So I'm down in Los Gatos for my 40th high school reunion. I walking across the big North Santa Cruz, Hiway 9 intersection. There's a heavyset woman with long black hair walking in front of me. Because of her hair style, clothing, and the way she walked, I figured she was younger than myself. (She wore blue jeans and dark t-shirt and her hair didn't look "done.") As we are crossing, a red Cadillac convertible with some youngish men rolled by and one of the guys hollers, "Hey, Chica!" I say "youngish" because the late afternoon sun was glaring against my dark glasses and I couldn't see them all that well.
So, what does it mean?
First, because there was a group of young men in the car, I assume that the targets for this shout were not only the long-haired woman and myself (wearing black t-shirt and black pedal-pushers) but also the other men and anyone else in a car with a window down. Therefore, this shout could have meant any or all of the following:
1. I am a rich young man who has the power and right to make noise in this rich town.
2. You are a Hispanic woman and therefore of lower class than I so I have the right to shout at you.
3. I am really a cool guy because I'm riding in this red Caddy and I want you all to see me.
4. Look, I have the power to intimidate women from a moving vehicle.
5. I must have a lot of testosterone because I'm so hot for anything that moves that I have to shout from a moving vehicle.
6. I am actually from a poorer section of the Valley and this behavior is part of my cultural heritage.
7. I'm petite bourgeois but I want you to think that I'm poor because poor people have street cred and god knows I need some.
8. I'm a gay boy and I'm behaving ironically.
It's impossible, of course, to know how the shot was intended. And, of course, communication is a transaction. I found the shout annoying and disconcerting and perhaps that was it's message. "Hey, middle aged woman! Men in red Caddy convertibles are annoying and disconcerting and I just wanted you to know that!" (9)
2 comments:
I wonder if this will work. Yours is the first blog I've responded to.
Perhaps you have underestimated the combined power of black pedal-pushers and sunglasses to provoke mens' wilderness gene.
Thanks for your comment, Nick.
Ah. Yes, I believe, along with David Buss (http://homepage.psy.utexas.edu/homepage/Group/BussLAB/db_publications.htm) that biology and genetics have a lot to do with the feelings that each gender experiences but I think that culture has more to do with the way those feelings are expressed. In a relatively "non-hollering" culture, I believe that yelling from a car is more about calling attention to the self than an unbridled expression wilderness.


> _Action item_
Please return the full listing exactly as written, with the images removed.

+++ Exercise data +++

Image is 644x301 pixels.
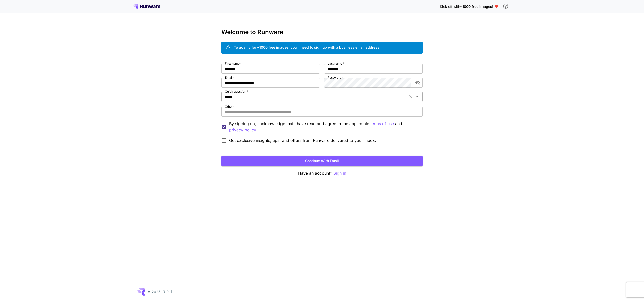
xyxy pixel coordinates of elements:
p: By signing up, I acknowledge that I have read and agree to the applicable and [229,121,418,133]
button: Continue with email [221,156,423,166]
label: Other [225,105,235,109]
p: Have an account? [221,170,423,176]
button: By signing up, I acknowledge that I have read and agree to the applicable terms of use and [229,127,257,133]
h3: Welcome to Runware [221,29,423,36]
button: In order to qualify for free credit, you need to sign up with a business email address and click ... [501,1,511,11]
label: First name [225,61,242,66]
span: ~1000 free images! 🎈 [460,4,499,9]
span: Kick off with [440,4,460,9]
button: toggle password visibility [413,78,422,87]
span: Get exclusive insights, tips, and offers from Runware delivered to your inbox. [229,138,376,143]
label: Password [328,75,344,79]
p: © 2025, [URL] [147,289,172,295]
div: To qualify for ~1000 free images, you’ll need to sign up with a business email address. [234,44,380,50]
p: privacy policy. [229,127,257,133]
label: Email [225,75,235,79]
button: Sign in [333,170,346,176]
label: Quick question [225,89,248,94]
button: Open [414,93,421,100]
button: By signing up, I acknowledge that I have read and agree to the applicable and privacy policy. [370,121,394,127]
button: Clear [407,93,415,100]
label: Last name [328,61,344,66]
p: terms of use [370,121,394,127]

+++

> _Written response_
Image is 644x301 pixels.
xyxy pixel coordinates of elements:
p: By signing up, I acknowledge that I have read and agree to the applicable and [229,121,418,133]
button: Continue with email [221,156,423,166]
label: Other [225,105,235,109]
p: Have an account? [221,170,423,176]
button: By signing up, I acknowledge that I have read and agree to the applicable terms of use and [229,127,257,133]
h3: Welcome to Runware [221,29,423,36]
button: In order to qualify for free credit, you need to sign up with a business email address and click ... [501,1,511,11]
label: First name [225,61,242,66]
span: ~1000 free images! 🎈 [460,4,499,9]
span: Kick off with [440,4,460,9]
button: toggle password visibility [413,78,422,87]
span: Get exclusive insights, tips, and offers from Runware delivered to your inbox. [229,138,376,143]
label: Password [328,75,344,79]
p: © 2025, [URL] [147,289,172,295]
div: To qualify for ~1000 free images, you’ll need to sign up with a business email address. [234,44,380,50]
p: privacy policy. [229,127,257,133]
label: Email [225,75,235,79]
button: Sign in [333,170,346,176]
label: Quick question [225,89,248,94]
button: Open [414,93,421,100]
button: By signing up, I acknowledge that I have read and agree to the applicable and privacy policy. [370,121,394,127]
button: Clear [407,93,415,100]
label: Last name [328,61,344,66]
p: terms of use [370,121,394,127]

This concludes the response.